For NATO to maintain relevance, to say nothing of its own power, it needed to adapt to the security challenges presented by the new century. It needed to remake itself from a club into a scalpel. The vision NATO had for itself in the post-Cold War, with its focus on mobility and quick response capabilities for matters of terrorism, disaster, and broader instability, found mutual interest with Russia, and the two built on a history of diplomatic relations that predate the end of the Cold War.

In late 1991, the Soviet Union joined the North Atlantic Cooperation Council (eventually renamed the Euro-Atlantic Partnership Council), which was a forum for NATO and non-NATO countries to discuss security issues. That seat was quickly changed to represent Russia. Soviet Ambassador Alexander Afanassievky was at a council meeting on Dec. 20, 1991, when he was pulled out of the room and informed that the Soviet Union had legally ceased to exist. In June 1994, Russia joined NATO’s Partnership for Peace program, the bilateral brother of the North Atlantic Cooperation Council.
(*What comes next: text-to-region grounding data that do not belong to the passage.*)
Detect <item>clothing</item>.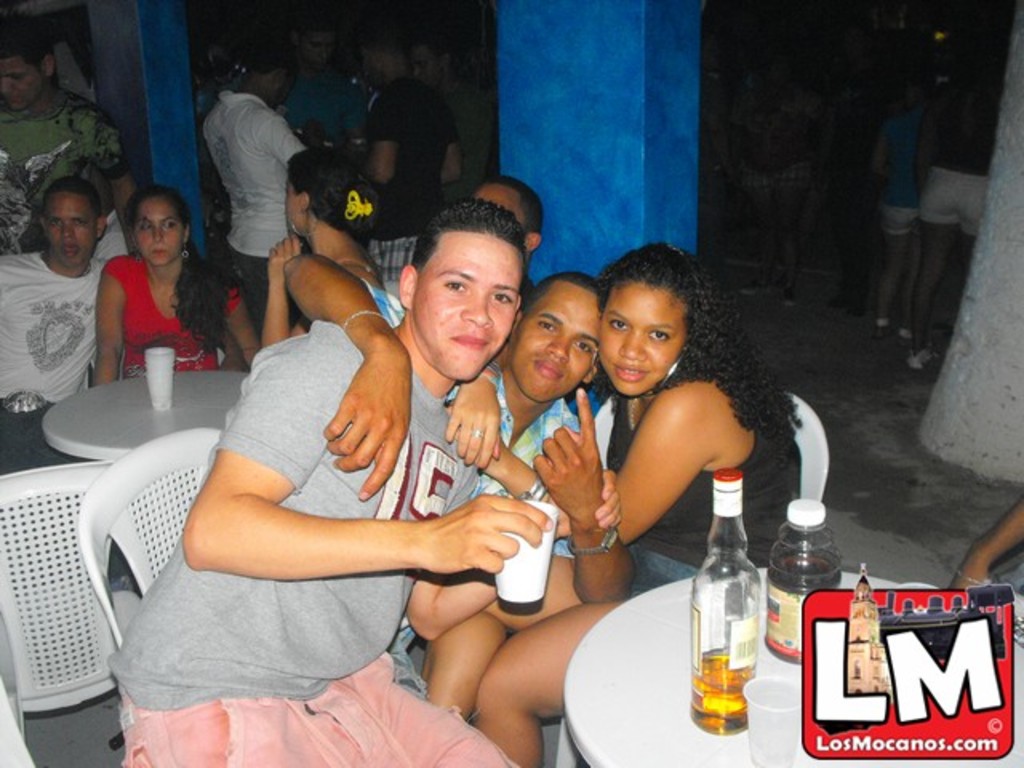
Detected at 734/96/798/286.
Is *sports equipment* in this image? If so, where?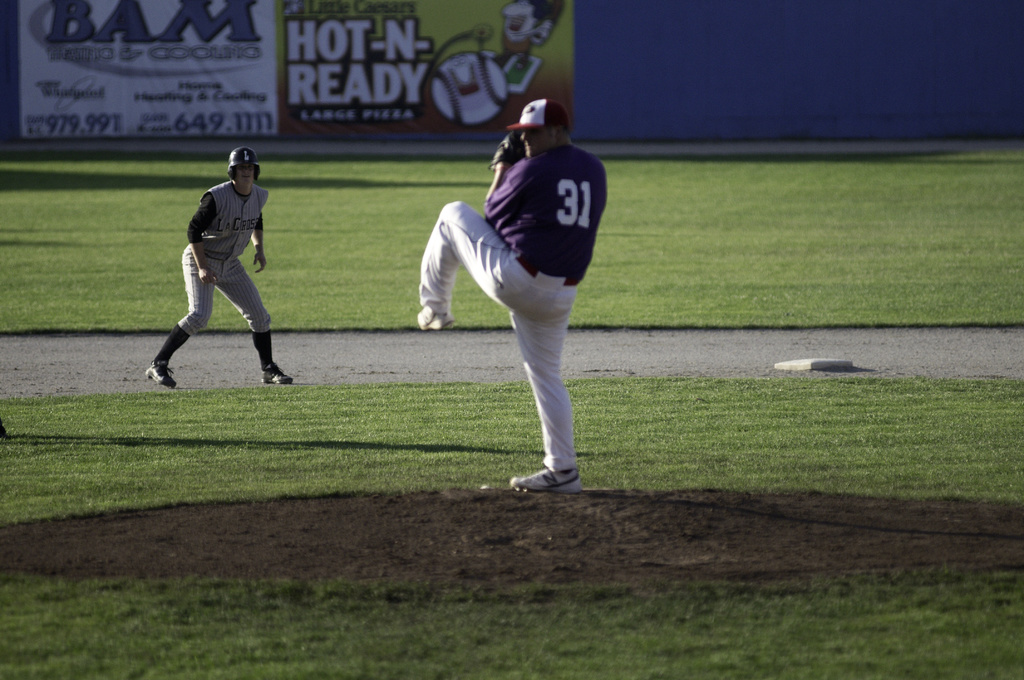
Yes, at pyautogui.locateOnScreen(510, 462, 585, 494).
Three years later, NATO and Russia signed the Founding Act on Mutual Relations, Cooperation and Security, which “states the reasons why NATO and Russia believe that it is in their shared interest to cooperate more broadly and intensively,” and laid out rhetorical commitments to state sovereignty and diplomatic resolutions to conflict. The document continues to function as the basis for NATO-Russia cooperation. The pact also established the NATO-Russia Permanent Joint Council, yet another institutionalized forum for increased cooperation that included a provision that stated NATO and Russia no longer perceived each other as threats, and resolved that the pair, “based on an enduring political commitment undertaken at the highest political level, will build together a lasting and inclusive peace in the Euro-Atlantic area on the principles of democracy and cooperative security.”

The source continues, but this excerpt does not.